WHAT NEEDS TO BE DONE: Starting at the line that contains "The height and width of the screenshot is (671, 1193).", reproduce every line through the end of the entries below, with no pictures in the copy.

Dataset entries
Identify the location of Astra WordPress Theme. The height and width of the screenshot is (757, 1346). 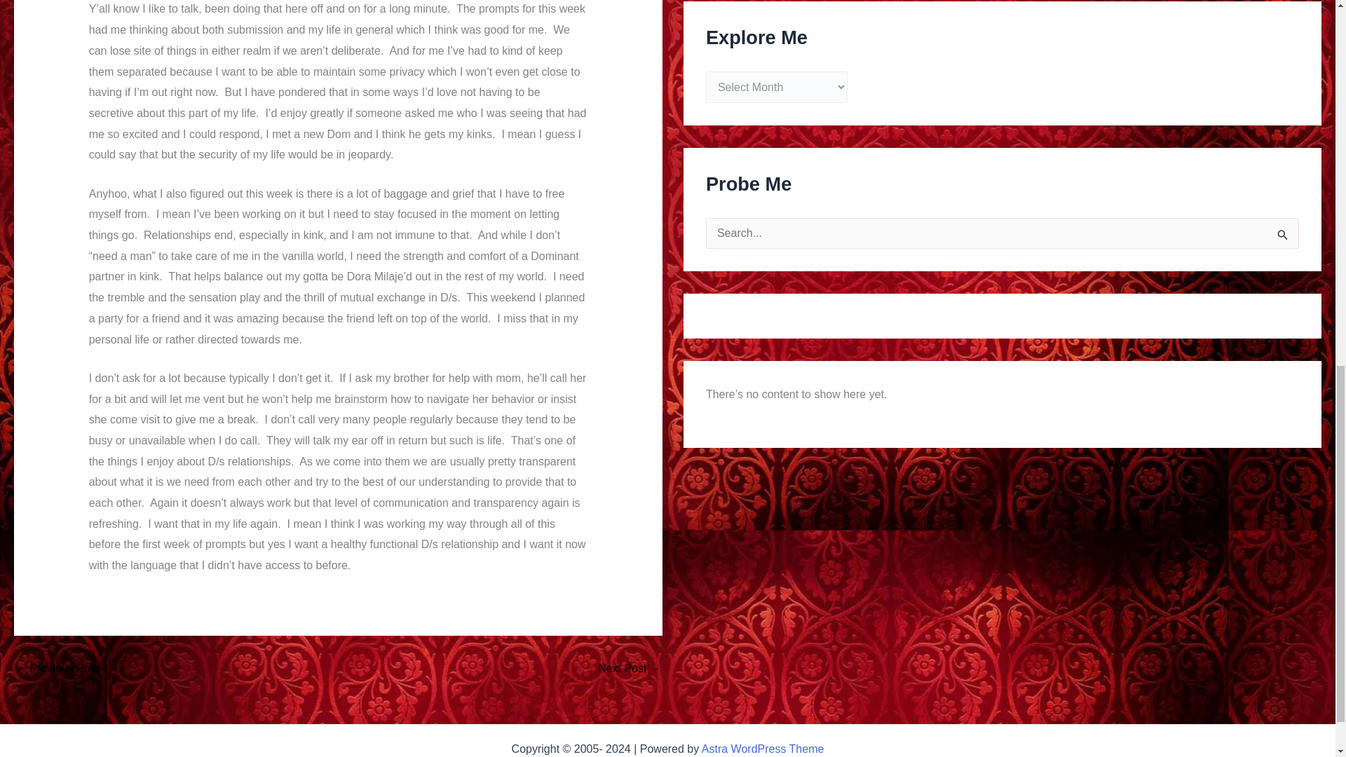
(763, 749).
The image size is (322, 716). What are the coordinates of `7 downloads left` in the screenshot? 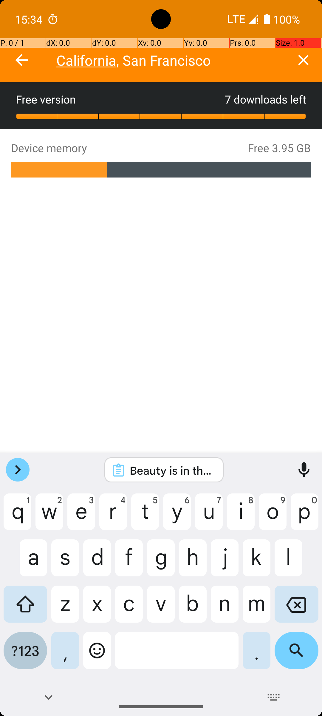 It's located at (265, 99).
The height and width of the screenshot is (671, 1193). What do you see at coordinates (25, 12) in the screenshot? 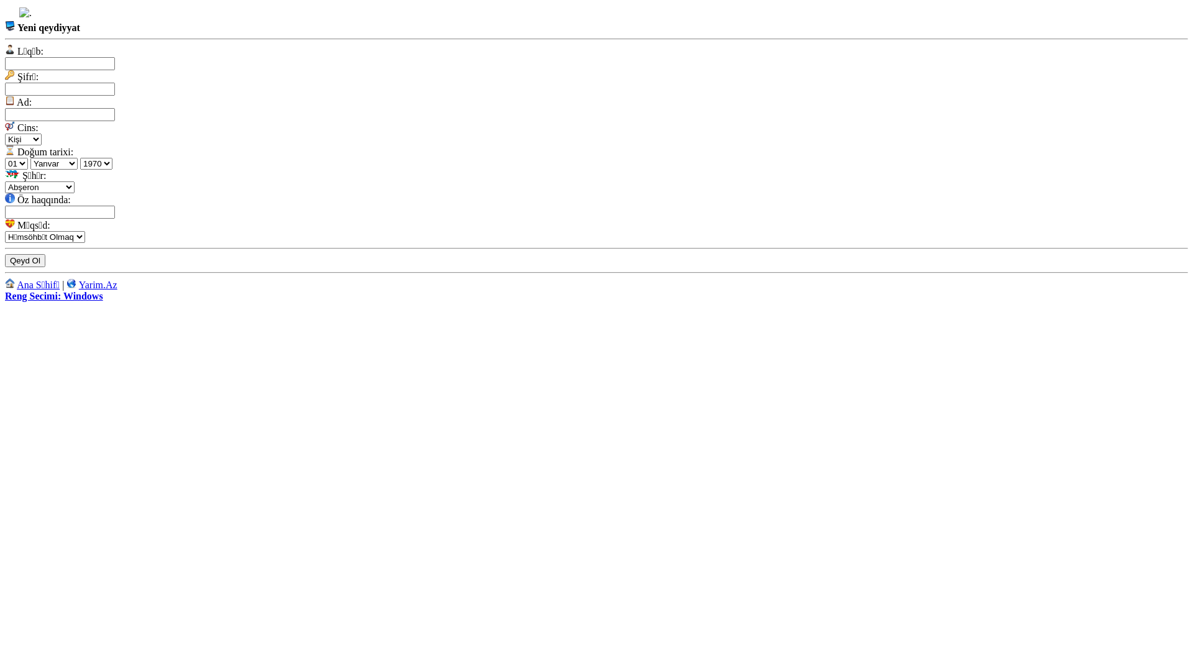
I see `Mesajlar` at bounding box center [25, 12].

ANSWER AREA:
The height and width of the screenshot is (671, 1193). What do you see at coordinates (25, 12) in the screenshot? 
I see `Mesajlar` at bounding box center [25, 12].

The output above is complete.